→ DATA TO EXAMINE
┌────────

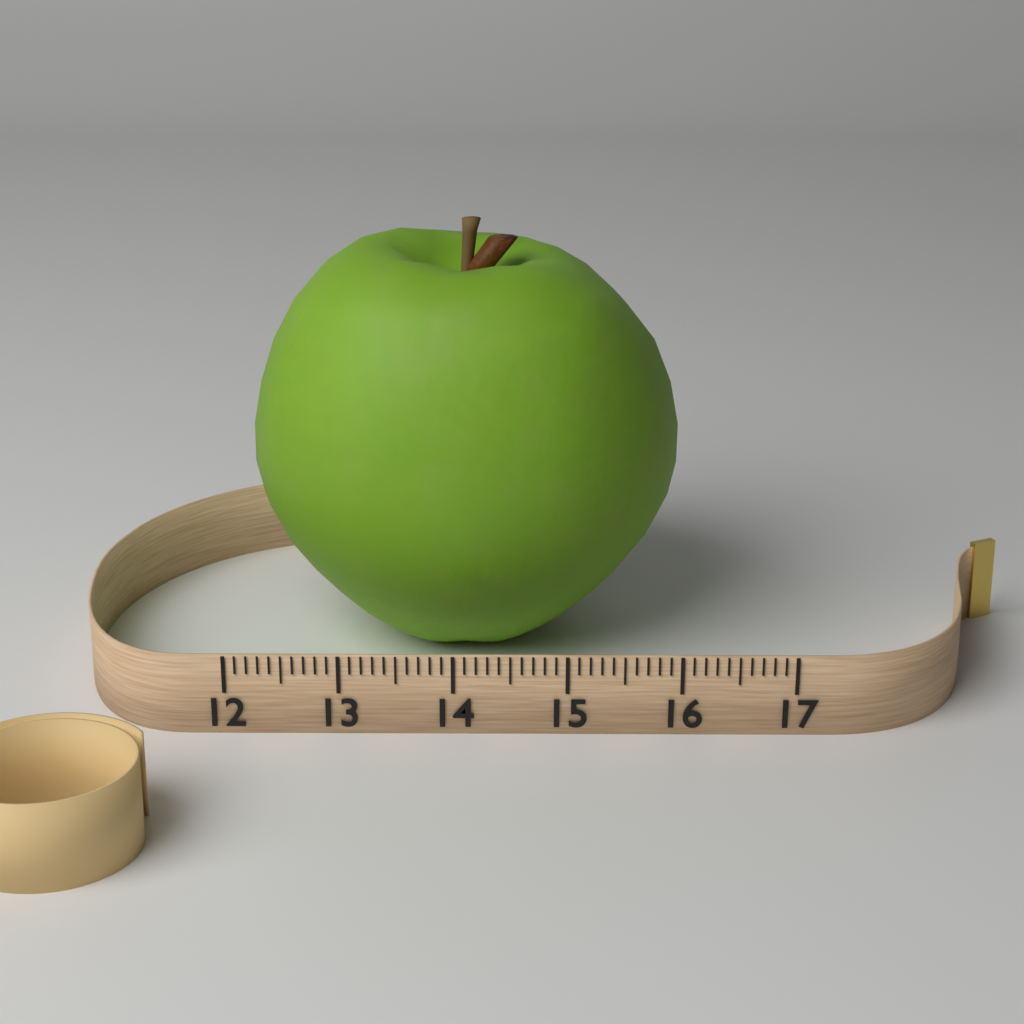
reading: 16.1 (no unit)
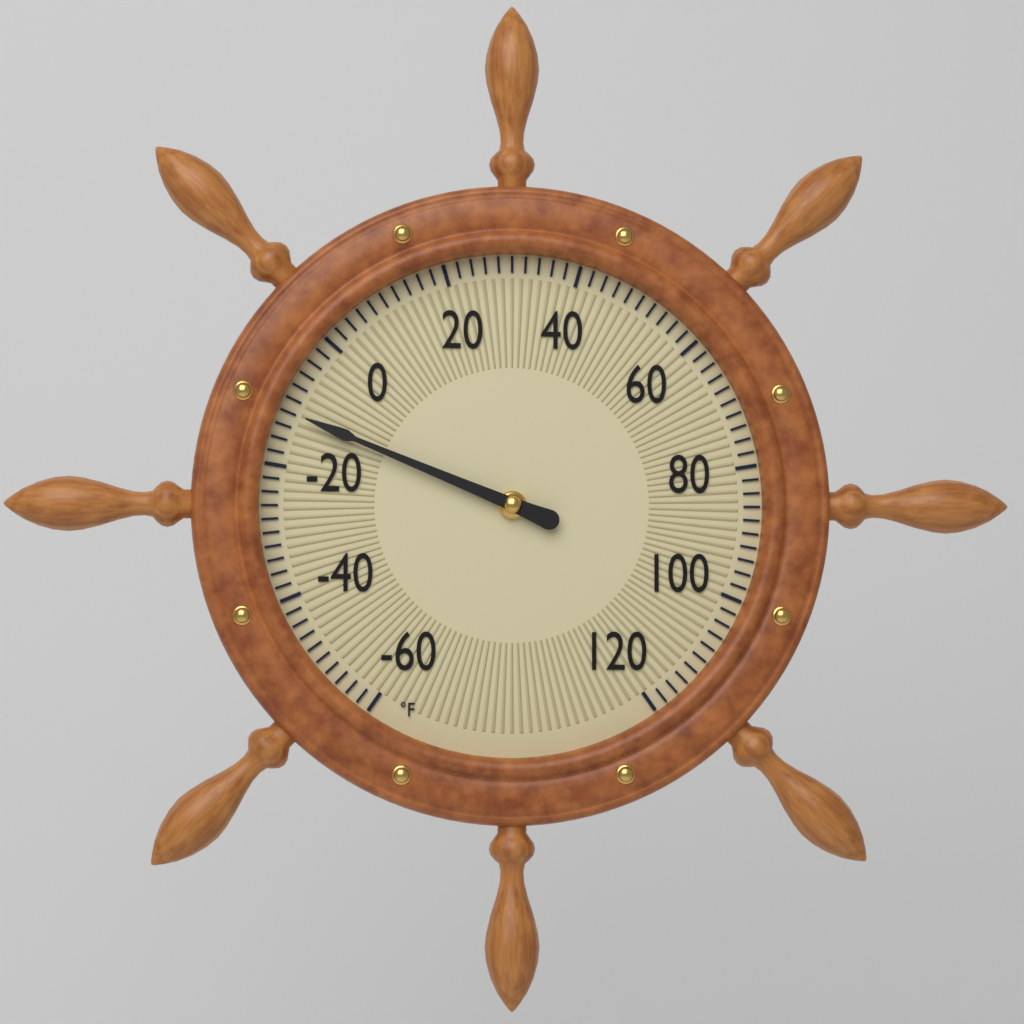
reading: -12 °F
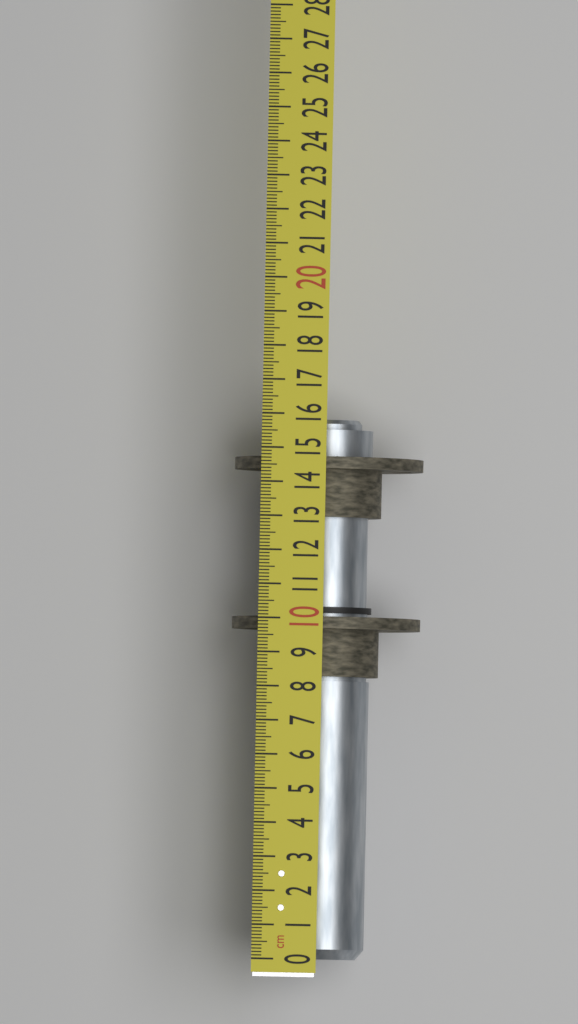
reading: 15.9 cm
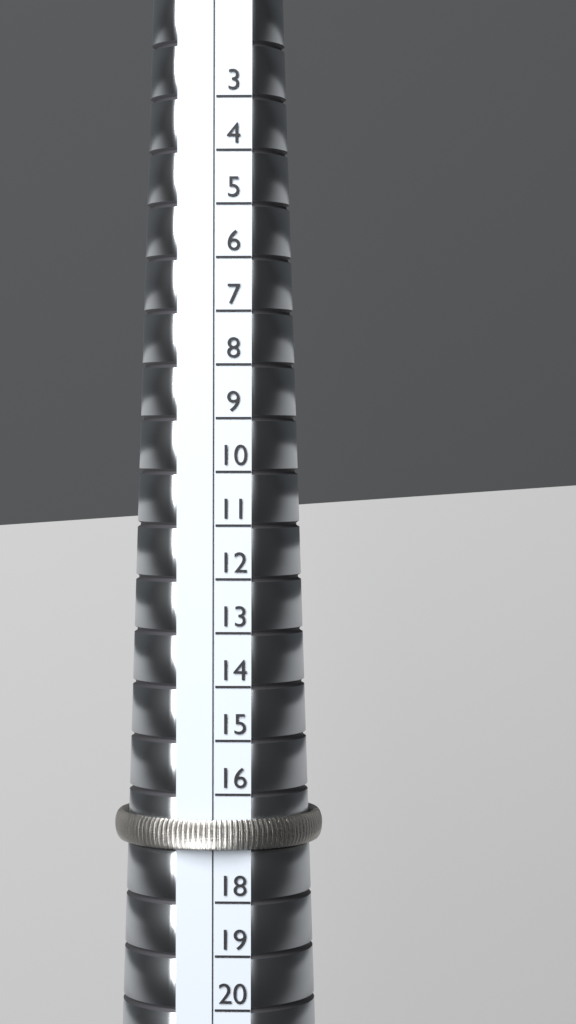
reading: 17 (no unit)
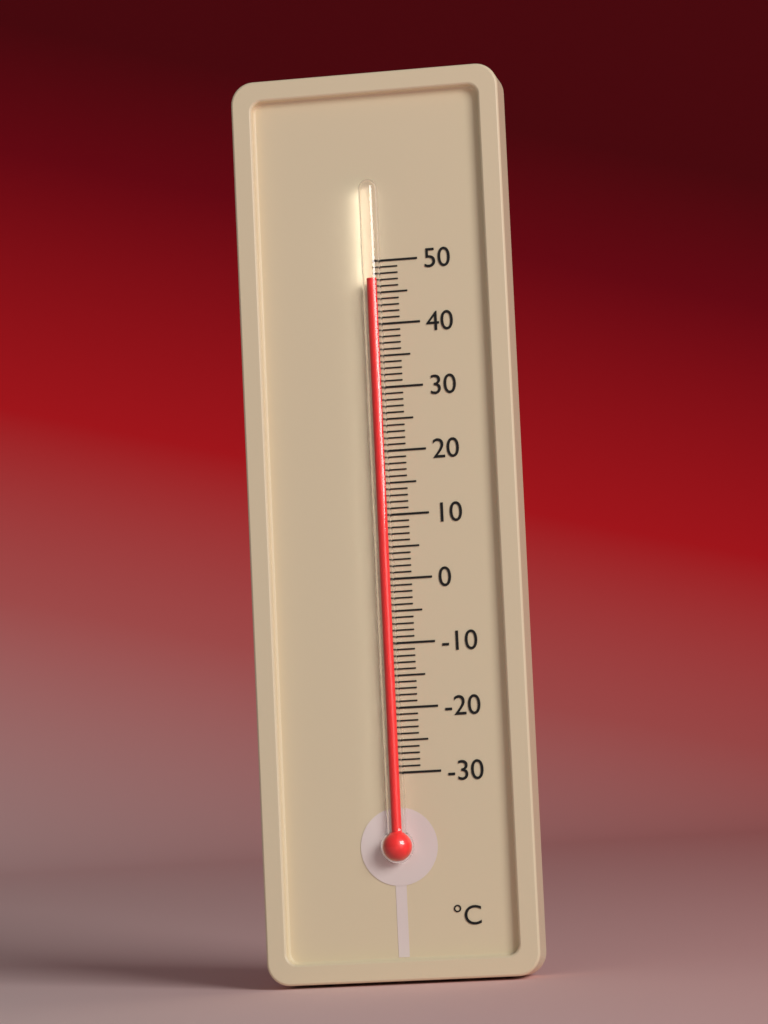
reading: 47 °C
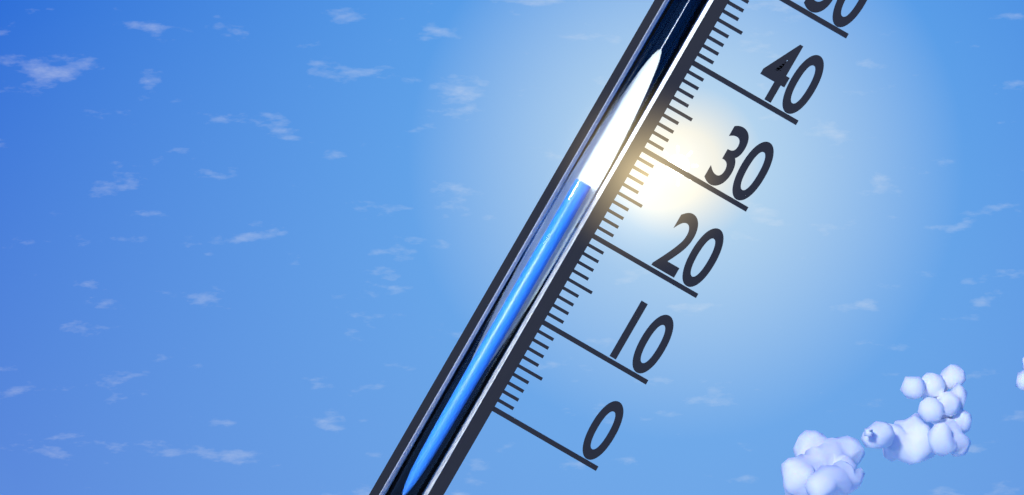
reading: 24 (no unit)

└────────

→ INSTRUCTIONS FOR THE TASK
When pictures appear among the entries, skip them and copy all remaining text precisely.

→ ANSWER BELOW
reading: 16.1 (no unit)
reading: -12 °F
reading: 15.9 cm
reading: 17 (no unit)
reading: 47 °C
reading: 24 (no unit)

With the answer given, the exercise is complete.